The opposition against our maxim is not so much directed against it, as against the wrong application of it. Recognition is denied and the socalled sanctified ends are accorded only limited means, because there is lurking in the background the consciousness that these ends have only a relative holiness. On the other hand our defense of the maxim does not imply that the various nominally holy means and ends are sanctified because some authority, some scriptural statement, some reason or conscience, has declared them to be so, but only in so far as they answer the common end of all ends, the human welfare. Our maxim of ends does not at all teach that we should sacrifice love and truths to sanctified faith, but neither does it demand that we should sacrifice faith for love and truth. It merely states the fact that, whenever some superior end has been determined by sense perceptions or circumstances, all means contrary to that end are unholy, and that on the other hand means which are generally unholy may become temporarily and individually sanctioned by their relation to some momentary or individual welfare. Wherever peacefulness is actually in favor as a sanctified means, war is unholy. When, on the other hand, man seeks his salvation in war, then murder and incendiarism are holy means. In other words, our reason requires for a valid determination of that which is sanctified certain definite material conditions or facts as premises; it cannot determine the holy in general, not a priori, not philosophically in the old speculative way, but only in concrete cases, a posteriori, only empirically.

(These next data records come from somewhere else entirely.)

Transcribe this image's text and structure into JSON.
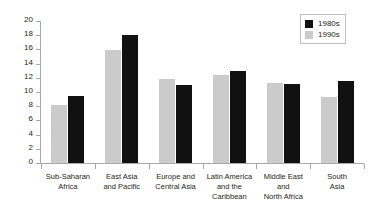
{
  "chart_data": {
    "type": "bar",
    "title": "",
    "subtitle": "",
    "xlabel": "",
    "ylabel": "",
    "ylim": [
      0,
      20
    ],
    "y_ticks": [
      0,
      2,
      4,
      6,
      8,
      10,
      12,
      14,
      16,
      18,
      20
    ],
    "grid": false,
    "legend_position": "top-right",
    "categories": [
      "Sub-Saharan\nAfrica",
      "East Asia\nand Pacific",
      "Europe and\nCentral Asia",
      "Latin America\nand the\nCaribbean",
      "Middle East\nand\nNorth Africa",
      "South\nAsia"
    ],
    "series": [
      {
        "name": "1980s",
        "color": "#111111",
        "values": [
          9.5,
          18.0,
          11.0,
          12.9,
          11.1,
          11.5
        ]
      },
      {
        "name": "1990s",
        "color": "#cbcbcb",
        "values": [
          8.2,
          15.9,
          11.8,
          12.4,
          11.3,
          9.3
        ]
      }
    ],
    "bar_draw_order": [
      "1990s",
      "1980s"
    ]
  },
  "legend": {
    "items": [
      {
        "label": "1980s",
        "color": "#111111"
      },
      {
        "label": "1990s",
        "color": "#cbcbcb"
      }
    ]
  },
  "axis": {
    "line_color": "#a7a9ac",
    "tick_color": "#a7a9ac"
  }
}
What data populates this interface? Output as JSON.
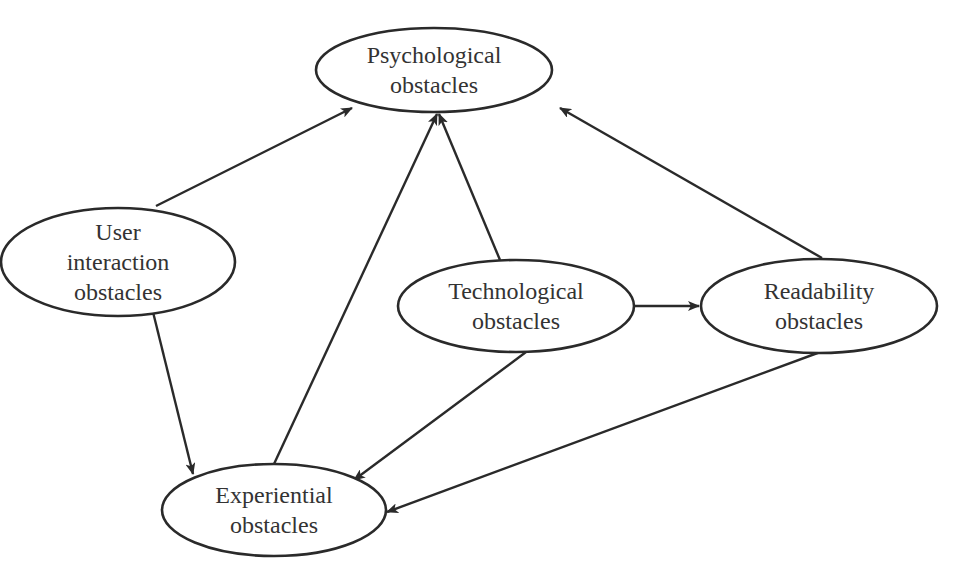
{
  "diagram": {
    "type": "directed-graph",
    "nodes": [
      {
        "id": "psychological",
        "lines": [
          "Psychological",
          "obstacles"
        ],
        "cx": 434,
        "cy": 70,
        "rx": 118,
        "ry": 42
      },
      {
        "id": "user_interaction",
        "lines": [
          "User",
          "interaction",
          "obstacles"
        ],
        "cx": 118,
        "cy": 262,
        "rx": 117,
        "ry": 54
      },
      {
        "id": "technological",
        "lines": [
          "Technological",
          "obstacles"
        ],
        "cx": 516,
        "cy": 306,
        "rx": 118,
        "ry": 46
      },
      {
        "id": "readability",
        "lines": [
          "Readability",
          "obstacles"
        ],
        "cx": 819,
        "cy": 306,
        "rx": 118,
        "ry": 47
      },
      {
        "id": "experiential",
        "lines": [
          "Experiential",
          "obstacles"
        ],
        "cx": 274,
        "cy": 510,
        "rx": 112,
        "ry": 46
      }
    ],
    "edges": [
      {
        "from": "user_interaction",
        "to": "psychological",
        "x1": 156,
        "y1": 206,
        "x2": 352,
        "y2": 108
      },
      {
        "from": "technological",
        "to": "psychological",
        "x1": 500,
        "y1": 260,
        "x2": 439,
        "y2": 114
      },
      {
        "from": "readability",
        "to": "psychological",
        "x1": 822,
        "y1": 258,
        "x2": 560,
        "y2": 108
      },
      {
        "from": "experiential",
        "to": "psychological",
        "x1": 274,
        "y1": 464,
        "x2": 437,
        "y2": 114
      },
      {
        "from": "user_interaction",
        "to": "experiential",
        "x1": 153,
        "y1": 312,
        "x2": 193,
        "y2": 474
      },
      {
        "from": "technological",
        "to": "readability",
        "x1": 634,
        "y1": 306,
        "x2": 699,
        "y2": 306
      },
      {
        "from": "technological",
        "to": "experiential",
        "x1": 526,
        "y1": 352,
        "x2": 354,
        "y2": 480
      },
      {
        "from": "readability",
        "to": "experiential",
        "x1": 823,
        "y1": 351,
        "x2": 387,
        "y2": 512
      }
    ],
    "colors": {
      "stroke": "#2a2a2a",
      "text": "#333333",
      "background": "#ffffff"
    }
  }
}
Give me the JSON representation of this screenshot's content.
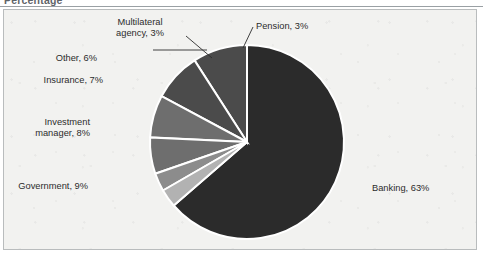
{
  "figure": {
    "title": "Percentage"
  },
  "chart_data": {
    "type": "pie",
    "title": "Percentage",
    "xlabel": "",
    "ylabel": "",
    "units": "percent",
    "legend_position": "none",
    "grid": false,
    "start_angle_deg": 0,
    "direction": "clockwise",
    "categories": [
      "Banking",
      "Government",
      "Investment manager",
      "Insurance",
      "Other",
      "Multilateral agency",
      "Pension"
    ],
    "values": [
      63,
      9,
      8,
      7,
      6,
      3,
      3
    ],
    "slices": [
      {
        "name": "Banking",
        "value": 63,
        "label": "Banking, 63%",
        "color": "#2b2b2b",
        "label_anchor": "left",
        "label_x": 372,
        "label_y": 183,
        "leader": false
      },
      {
        "name": "Government",
        "value": 9,
        "label": "Government, 9%",
        "color": "#4b4b4b",
        "label_anchor": "right",
        "label_x": 88,
        "label_y": 181,
        "leader": false
      },
      {
        "name": "Investment manager",
        "value": 8,
        "label": "Investment manager, 8%",
        "label_line1": "Investment",
        "label_line2": "manager, 8%",
        "color": "#4b4b4b",
        "label_anchor": "right",
        "label_x": 90,
        "label_y": 117,
        "leader": false
      },
      {
        "name": "Insurance",
        "value": 7,
        "label": "Insurance, 7%",
        "color": "#6e6e6e",
        "label_anchor": "right",
        "label_x": 103,
        "label_y": 75,
        "leader": false
      },
      {
        "name": "Other",
        "value": 6,
        "label": "Other, 6%",
        "color": "#6e6e6e",
        "label_anchor": "right",
        "label_x": 97,
        "label_y": 53,
        "leader": true
      },
      {
        "name": "Multilateral agency",
        "value": 3,
        "label": "Multilateral agency, 3%",
        "label_line1": "Multilateral",
        "label_line2": "agency, 3%",
        "color": "#8c8c8c",
        "label_anchor": "center",
        "label_x": 140,
        "label_y": 17,
        "leader": true
      },
      {
        "name": "Pension",
        "value": 3,
        "label": "Pension, 3%",
        "color": "#b2b2b2",
        "label_anchor": "left",
        "label_x": 256,
        "label_y": 21,
        "leader": true
      }
    ],
    "geometry": {
      "center_x": 247,
      "center_y": 142,
      "radius": 97,
      "separator_color": "#ffffff",
      "separator_width": 2
    },
    "colors": {
      "banking": "#2b2b2b",
      "government": "#4b4b4b",
      "investment_manager": "#4b4b4b",
      "insurance": "#6e6e6e",
      "other": "#6e6e6e",
      "multilateral_agency": "#8c8c8c",
      "pension": "#b2b2b2",
      "plot_background": "#f2f2f0",
      "frame_border": "#b9bcbd",
      "title_color": "#5f6468",
      "label_color": "#2c2c2c"
    }
  }
}
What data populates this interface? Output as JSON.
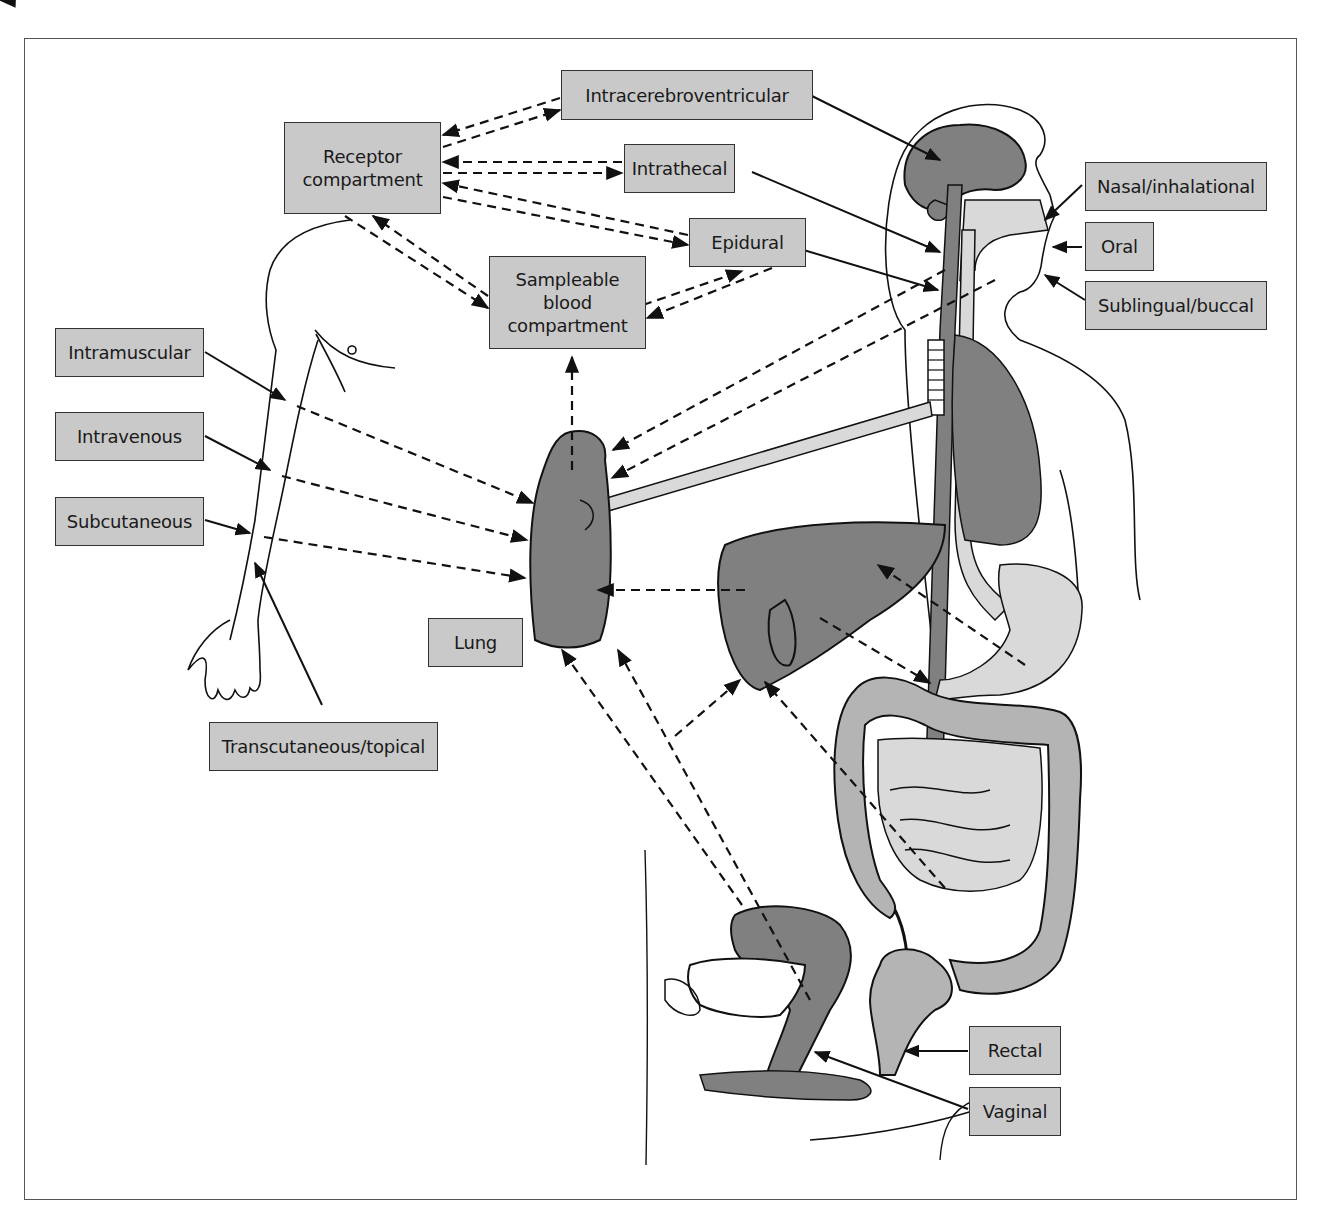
{
  "diagram": {
    "type": "drug-administration-routes-anatomy",
    "colors": {
      "label_fill": "#c9c9c9",
      "label_border": "#333333",
      "organ_dark": "#7f7f7f",
      "organ_light": "#d9d9d9",
      "line": "#111111"
    },
    "compartments": {
      "receptor": "Receptor\ncompartment",
      "blood": "Sampleable\nblood\ncompartment"
    },
    "routes": {
      "intracerebroventricular": "Intracerebroventricular",
      "intrathecal": "Intrathecal",
      "epidural": "Epidural",
      "nasal": "Nasal/inhalational",
      "oral": "Oral",
      "sublingual": "Sublingual/buccal",
      "intramuscular": "Intramuscular",
      "intravenous": "Intravenous",
      "subcutaneous": "Subcutaneous",
      "transcutaneous": "Transcutaneous/topical",
      "rectal": "Rectal",
      "vaginal": "Vaginal"
    },
    "organs": {
      "lung": "Lung"
    },
    "organ_icons": [
      "brain-icon",
      "spinal-cord-icon",
      "lung-icon",
      "liver-icon",
      "stomach-icon",
      "intestine-icon",
      "uterus-icon",
      "rectum-icon",
      "arm-icon",
      "hand-icon"
    ]
  }
}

If we understand that human welfare is the end of all ends, the ideal of all means; if we furthermore dispense with all special determinations of this welfare, with all personal ideas of it, and recognize that it is different under different circumstances, then we understand at the same time that no means is sanctified beyond the sanctity of its end. No means, no action, is positively sanctified or makes for human welfare under all circumstances. According to circumstances and relations one and the same means may be good or bad. A thing is good only to the extent that its results are good, only to the extent that there is good in its end. Lying and cheating are bad only because they result injuriously for ourselves, because we do not wish to be lied to or cheated. But whenever a sanctified end is in question, the deceptive means used in lying and cheating are called tricks of war. If any one is firmly rooted in the goodness of chastity because he thinks it was ordained by God, we cannot discuss the matter with him. But if one honors virtue for the sake of virtue and abhors vice for the sake of vice, in other words, for their consequences, he admits that he sacrifices the lust of the flesh to the end of good health. In short, he admits that the means are sanctified by the end.

In the Christian conception of the world, the commandments of its religion are absolutely good for all time, they are considered good because Christian revelation declares them to be so. This conception does not know that, for instance, its acme of virtue, the specifically Christian virtue of abstemiousness, received its value only by contrast with corrupt heathenish licentiousness, but that it is not a virtue when compared to reasonable and normal satisfaction of material needs. It deals with certain means which it calls indiscriminately good without any relation to their ends, and others which it calls indiscriminately bad in the same absolute way. And for this reason, it opposes the above named maxim.